Dick shook his head. "You're thinking of
house-cats. Shipscats aren't fertile until they're four or five. At that rate,
the kittens won't be old enough to breed for four years, and the Lacu'un are
going to want more cats before then. So I'll be searching the BioTech breeding
records for a torn of the right age and appearance. Solid black is recessive—there
can't be that many black toms of the right age."

 
          
 
"And once you've found your group of
candidates—?" Singh asked, both eyebrows arching. "You look for the
one that's missing?" He did not ask how Dick was supposed to have found
out that SKitty "preferred" a black torn; shipscats were more than
intelligent enough to choose a color from a set of holos.

 
          
 
Dick shrugged. "The information may be in
the records. Once I know where SCat's from, we can open negotiations to add him
to our manifest with BioTech's backing. They won't pass up a chance to make
SKitty half of a breeding pair, and I don't think there's a captain willing to
go on BioTech's record as opposing a shipscat's choice of mate."

 
          
 
"I won't ask how you intend to make that
particular project work," Singh said hastily. "Just remember, no more
kittens in free-fall."

 
          
 
Dick held up the now-empty injector as a
silent promise.

 
          
 
"I'll brief the crew to refer to both
cats as 'SKitty'— most of the time they do anyway," the Captain said.
"Carry on, White.
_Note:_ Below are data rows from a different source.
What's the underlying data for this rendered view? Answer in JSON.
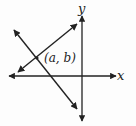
{
  "diagram": {
    "type": "coordinate-plane-two-lines",
    "axes": {
      "x_label": "x",
      "y_label": "y",
      "color": "#222222"
    },
    "lines": [
      {
        "name": "increasing-line",
        "from": [
          18,
          72
        ],
        "to": [
          77,
          24
        ],
        "arrows": "both"
      },
      {
        "name": "decreasing-line",
        "from": [
          14,
          30
        ],
        "to": [
          77,
          109
        ],
        "arrows": "both"
      }
    ],
    "intersection": {
      "label": "(a, b)",
      "point": [
        37,
        58
      ]
    },
    "stroke_color": "#222222"
  }
}
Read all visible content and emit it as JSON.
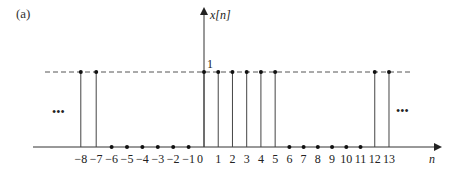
{
  "figure": {
    "panel_label": "(a)",
    "y_axis_label": "x[n]",
    "x_axis_label": "n",
    "level_label": "1",
    "continuation_left": "•••",
    "continuation_right": "•••"
  },
  "chart_data": {
    "type": "stem",
    "title": "(a)",
    "xlabel": "n",
    "ylabel": "x[n]",
    "x": [
      -8,
      -7,
      -6,
      -5,
      -4,
      -3,
      -2,
      -1,
      0,
      1,
      2,
      3,
      4,
      5,
      6,
      7,
      8,
      9,
      10,
      11,
      12,
      13
    ],
    "values": [
      1,
      1,
      0,
      0,
      0,
      0,
      0,
      0,
      1,
      1,
      1,
      1,
      1,
      1,
      0,
      0,
      0,
      0,
      0,
      0,
      1,
      1
    ],
    "tick_labels": [
      "−8",
      "−7",
      "−6",
      "−5",
      "−4",
      "−3",
      "−2",
      "−1",
      "0",
      "1",
      "2",
      "3",
      "4",
      "5",
      "6",
      "7",
      "8",
      "9",
      "10",
      "11",
      "12",
      "13"
    ],
    "reference_line": {
      "y": 1,
      "style": "dashed"
    },
    "periodic": true,
    "period": 12,
    "ylim": [
      0,
      1.5
    ],
    "grid": false,
    "legend": null
  }
}
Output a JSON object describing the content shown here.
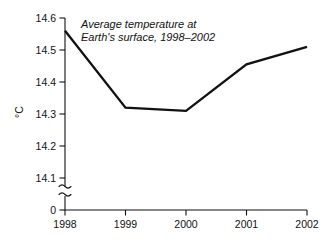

You seem to have the situation well in hand."

 
          
 
Dick was nowhere near that certain, but he put
on a confident expression for the Captain. He saluted Singh's retreating back,
then sat down on the bunk beside the pair of purring cats. As usual, they were
wound around each other in a knot of happiness.

 
          
 
I wish my love-life was going that well. He'd
hit it off with the Terran consul well enough, but she had elected to remain in
her ground-bound position, and his life was with the ship. Once again, romance
took a second place to careers. Which in his case, meant no romance. There
wasn't a single female in this crew that had shown anything other than strictly
platonic interest in him.

 
          
 
If he wanted a career in space, he had to be
very careful about what he did and said. As most junior officer on the
Brightwing, he was the one usually chosen for whatever unpleasant duty no one
else wanted to handle. And although he could actually retire, thanks to the
prosperity 'want to. That would mean leaving space, leaving the ship—and leaving SKitty and
SCat.

 
          
 
He could also transfer within the company, but
why change from a crew full of people he liked and respected, with a good
Captain like Singh, to one about which he knew nothing? That would be stupid.
And he couldn't leave SKitty, no matter what. She was his best friend, even if
she did get him into trouble sometimes.